The Reading the China Dream website continues to do a great job on that front - with the translation of this long article about globalization and the pandemic which seems to be a pretty balanced assessment of the situation from the point of view of a Chinese intellectual

Footnote; This is an excerpt from the excellent intro to Bernay’s “Crystallising Public Opinion” 

As the United States entered “The Great War” in 1917, Walter Lippmann played a pivotal role in convincing President Woodrow Wilson to deploy a vast propaganda bureau designed to deflect widespread skepticism and bring public opinion on board.

After the war, Lippmann held fast to the idea that the American people were incapable of self-rule. For democracy to work, the machinery of the public mind needed to be understood and managed by an educated elite. This idea was central to Lippmann’s pivotal book, “Public Opinion” (1922), whose influence is evident in the title, and throughout the pages, of Bernays’s “Crystallizing Public Opinion”, which appeared the following year.

Lippmann’s “Public Opinion” remains one of the most important books of the twentieth century. Its diagnosis of “the public mind,” along with its ideas about how leaders can manage it, remains the most articulate statement regarding the exercise of power in the United States on to the present, and underlined the critical importance of what Lippmann termed “the manufacture of consent.”

 

Two of Lippmann’s ideas were particularly significant as Bernays crafted the job of the “public relations counsel.” The first of these was Lippmann’s argument that people’s view of reality was guided by the “pictures in their heads.” Living within the cocoons of their personal lives, and with minimal direct access to the outer world, most people’s sense of reality was shaped by what he termed “pseudo-environments.” While this meant that ordinary citizens were not able to intelligently comprehend the real issues of their world, their reliance on pseudo-environments provided educated elites with a powerful tool for effective leadership.

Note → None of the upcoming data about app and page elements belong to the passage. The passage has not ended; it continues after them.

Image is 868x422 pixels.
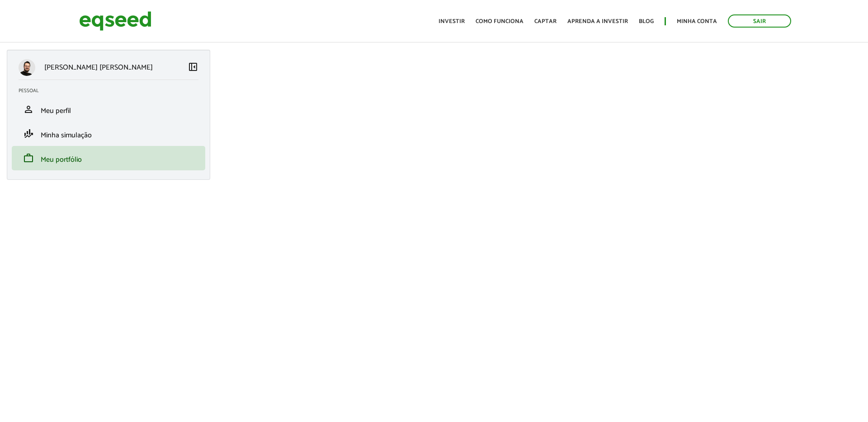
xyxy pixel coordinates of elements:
a: Minha conta [676,19,717,24]
img: EqSeed [79,9,151,33]
a: Como funciona [476,19,523,24]
li: Minha simulação [12,121,205,146]
a: Blog [638,19,653,24]
li: Meu portfólio [12,146,205,170]
span: Meu perfil [41,105,71,117]
h2: Pessoal [19,88,205,94]
a: personMeu perfil [19,104,199,115]
li: Meu perfil [12,97,205,121]
span: Minha simulação [41,129,92,141]
a: Sair [728,14,791,28]
a: Investir [439,19,465,24]
a: workMeu portfólio [19,153,199,163]
a: Captar [534,19,556,24]
span: work [23,153,34,163]
a: Colapsar menu [188,62,199,74]
a: Aprenda a investir [567,19,628,24]
span: Meu portfólio [41,154,82,166]
span: left_panel_close [188,62,199,72]
span: finance_mode [23,128,34,139]
span: person [23,104,34,115]
a: finance_modeMinha simulação [19,128,199,139]
p: [PERSON_NAME] [PERSON_NAME] [44,63,153,72]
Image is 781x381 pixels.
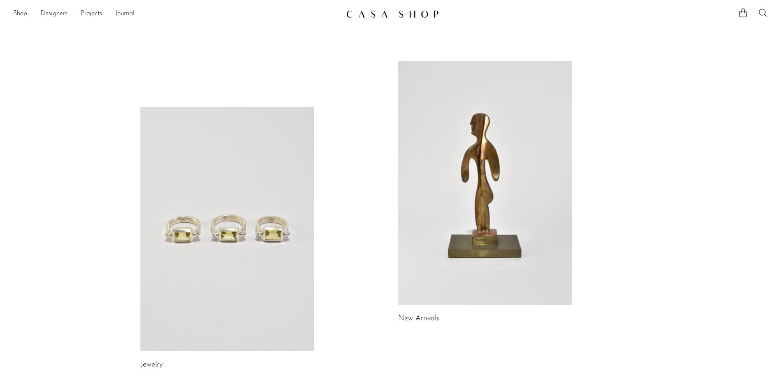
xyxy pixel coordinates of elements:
[140,361,163,368] a: Jewelry
[81,9,102,19] a: Projects
[13,9,27,19] a: Shop
[115,9,135,19] a: Journal
[13,7,340,21] ul: NEW HEADER MENU
[398,315,439,322] a: New Arrivals
[13,7,340,21] nav: Desktop navigation
[40,9,68,19] a: Designers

“The new psychology … the study of dreams, fantasies and rationalizations, has thrown light on how the pseudo-environment is put together,” he wrote. If patterns of perception could be unearthed, if scientists could uncover the “habits” of people’s eyes, they might also learn to engineer “pseudo-environments” which could persuade people to see their “larger political environment … more successfully.”

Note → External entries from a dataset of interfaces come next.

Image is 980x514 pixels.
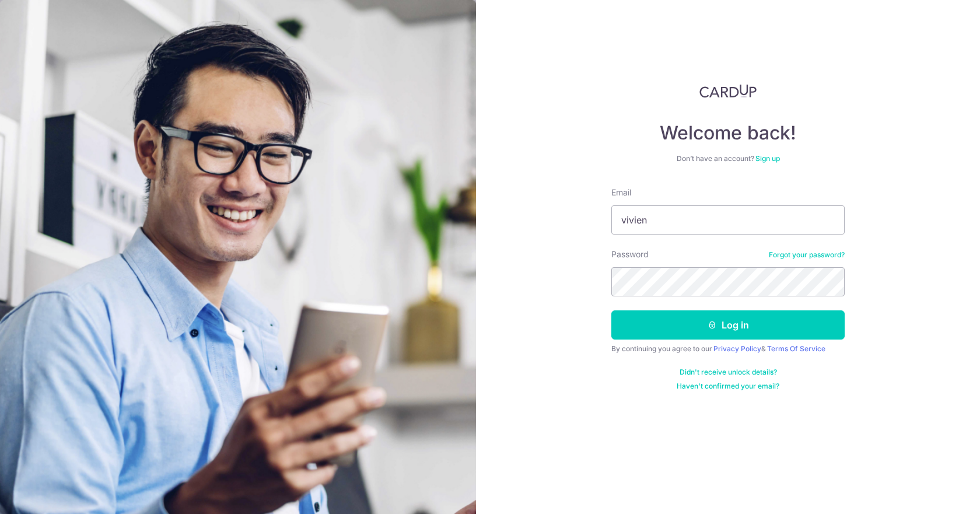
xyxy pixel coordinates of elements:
a: Didn't receive unlock details? [680,368,777,377]
img: CardUp Logo [700,84,756,98]
button: Log in [612,310,845,340]
div: By continuing you agree to our & [612,344,845,353]
a: Terms Of Service [767,344,825,353]
a: Privacy Policy [714,344,761,353]
a: Haven't confirmed your email? [677,381,779,391]
a: Sign up [755,154,780,163]
h4: Welcome back! [612,121,845,145]
div: Don’t have an account? [612,154,845,163]
label: Password [612,249,649,260]
input: Enter your Email [612,205,845,235]
label: Email [612,187,631,198]
a: Forgot your password? [769,251,845,259]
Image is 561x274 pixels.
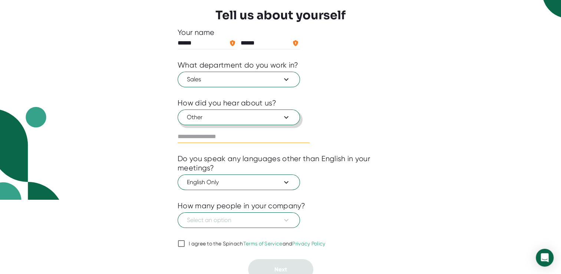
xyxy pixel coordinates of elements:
[536,248,554,266] div: Open Intercom Messenger
[178,72,300,87] button: Sales
[178,60,298,70] div: What department do you work in?
[187,215,291,224] span: Select an option
[178,98,276,108] div: How did you hear about us?
[243,240,283,246] a: Terms of Service
[178,212,300,228] button: Select an option
[274,266,287,273] span: Next
[187,178,291,187] span: English Only
[178,109,300,125] button: Other
[215,8,346,22] h3: Tell us about yourself
[189,240,326,247] div: I agree to the Spinach and
[187,113,291,122] span: Other
[178,154,383,172] div: Do you speak any languages other than English in your meetings?
[178,174,300,190] button: English Only
[187,75,291,84] span: Sales
[178,28,383,37] div: Your name
[292,240,325,246] a: Privacy Policy
[178,201,306,210] div: How many people in your company?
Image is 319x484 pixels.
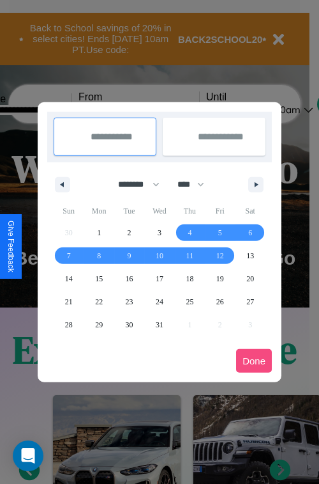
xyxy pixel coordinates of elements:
span: 19 [217,267,224,290]
span: 8 [97,244,101,267]
button: 18 [175,267,205,290]
button: 17 [144,267,174,290]
span: 22 [95,290,103,313]
span: Mon [84,201,114,221]
span: 9 [128,244,132,267]
button: 29 [84,313,114,336]
button: 1 [84,221,114,244]
span: 20 [247,267,254,290]
span: 15 [95,267,103,290]
span: Thu [175,201,205,221]
button: 16 [114,267,144,290]
button: 3 [144,221,174,244]
button: 2 [114,221,144,244]
div: Give Feedback [6,220,15,272]
span: 29 [95,313,103,336]
span: 5 [219,221,222,244]
button: 10 [144,244,174,267]
button: Done [236,349,272,373]
button: 12 [205,244,235,267]
span: 25 [186,290,194,313]
button: 8 [84,244,114,267]
span: 2 [128,221,132,244]
button: 15 [84,267,114,290]
button: 28 [54,313,84,336]
span: 4 [188,221,192,244]
span: 27 [247,290,254,313]
div: Open Intercom Messenger [13,440,43,471]
button: 27 [236,290,266,313]
button: 26 [205,290,235,313]
span: 6 [249,221,252,244]
button: 9 [114,244,144,267]
button: 5 [205,221,235,244]
button: 23 [114,290,144,313]
button: 20 [236,267,266,290]
button: 19 [205,267,235,290]
span: 18 [186,267,194,290]
span: 11 [187,244,194,267]
span: 7 [67,244,71,267]
span: 30 [126,313,134,336]
span: 21 [65,290,73,313]
span: 13 [247,244,254,267]
span: 17 [156,267,164,290]
button: 6 [236,221,266,244]
span: 31 [156,313,164,336]
span: 23 [126,290,134,313]
span: Sat [236,201,266,221]
span: 26 [217,290,224,313]
button: 7 [54,244,84,267]
button: 21 [54,290,84,313]
span: Fri [205,201,235,221]
button: 14 [54,267,84,290]
button: 4 [175,221,205,244]
button: 13 [236,244,266,267]
span: Wed [144,201,174,221]
button: 11 [175,244,205,267]
span: 24 [156,290,164,313]
span: 16 [126,267,134,290]
button: 24 [144,290,174,313]
span: Tue [114,201,144,221]
span: Sun [54,201,84,221]
button: 30 [114,313,144,336]
span: 28 [65,313,73,336]
button: 31 [144,313,174,336]
button: 22 [84,290,114,313]
span: 3 [158,221,162,244]
span: 14 [65,267,73,290]
span: 1 [97,221,101,244]
span: 12 [217,244,224,267]
span: 10 [156,244,164,267]
button: 25 [175,290,205,313]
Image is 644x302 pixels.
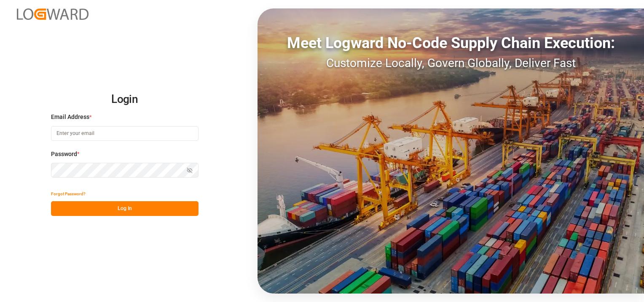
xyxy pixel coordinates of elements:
[257,54,644,72] div: Customize Locally, Govern Globally, Deliver Fast
[17,8,89,20] img: Logward_new_orange.png
[257,32,644,54] div: Meet Logward No-Code Supply Chain Execution:
[51,150,77,158] span: Password
[51,86,199,113] h2: Login
[51,201,199,216] button: Log In
[51,113,89,122] span: Email Address
[51,126,199,141] input: Enter your email
[51,186,85,201] button: Forgot Password?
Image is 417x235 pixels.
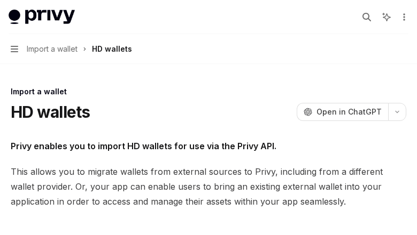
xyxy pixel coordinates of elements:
[11,164,406,209] span: This allows you to migrate wallets from external sources to Privy, including from a different wal...
[316,107,381,117] span: Open in ChatGPT
[9,10,75,25] img: light logo
[397,10,408,25] button: More actions
[92,43,132,56] div: HD wallets
[11,141,276,152] strong: Privy enables you to import HD wallets for use via the Privy API.
[11,87,406,97] div: Import a wallet
[296,103,388,121] button: Open in ChatGPT
[27,43,77,56] span: Import a wallet
[11,103,90,122] h1: HD wallets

Perception management, he contended, would defend democracy from the prospect of capricious authoritarianism. Though it is itself an irrational force, the power of public opinion might be placed at the disposal of those who stood for workable law as against brute assertion.

 

A second idea that stands conspicuously within Bernays’ thinking, was Lippmann’s introduction of the modern usage of the word “stereotype”. Prior to the twenties, stereotype was a term relating to the printing trades, but Lippmann redefined it, describing stereotypes as a “repertory of fixed  impressions” that “we carry around in our heads,” rigid mental templates that frame individual experience in an increasingly anonymous world.

 

For Lippmann, stereotypes did not emanate from the individual, but were an inexorable by-product of their surrounding culture, a perceptual reflex that imposed itself between people’s eyes and the world they believed they were seeing.

For the most part we do not first see, and then define, we define first and then see. In the great blooming, buzzing confusion of the outer world we pick out what our culture has already defined for us, and we tend to perceive that which we have picked out in the form stereotyped for us by our culture. Unconsciously, but aggressively, people relied on them for a sense of where they belong in the world.

 

These preconceptions, unless education has made us acutely aware, governs deeply the whole process of perception. They mark out certain objects as familiar or strange, emphasizing the

difference, so that slightly familiar is seen as very familiar, and the somewhat strange is sharply alien. As central components of people’s mental equipment, Lippmann described stereotypes as the “foundations” of their “universe.”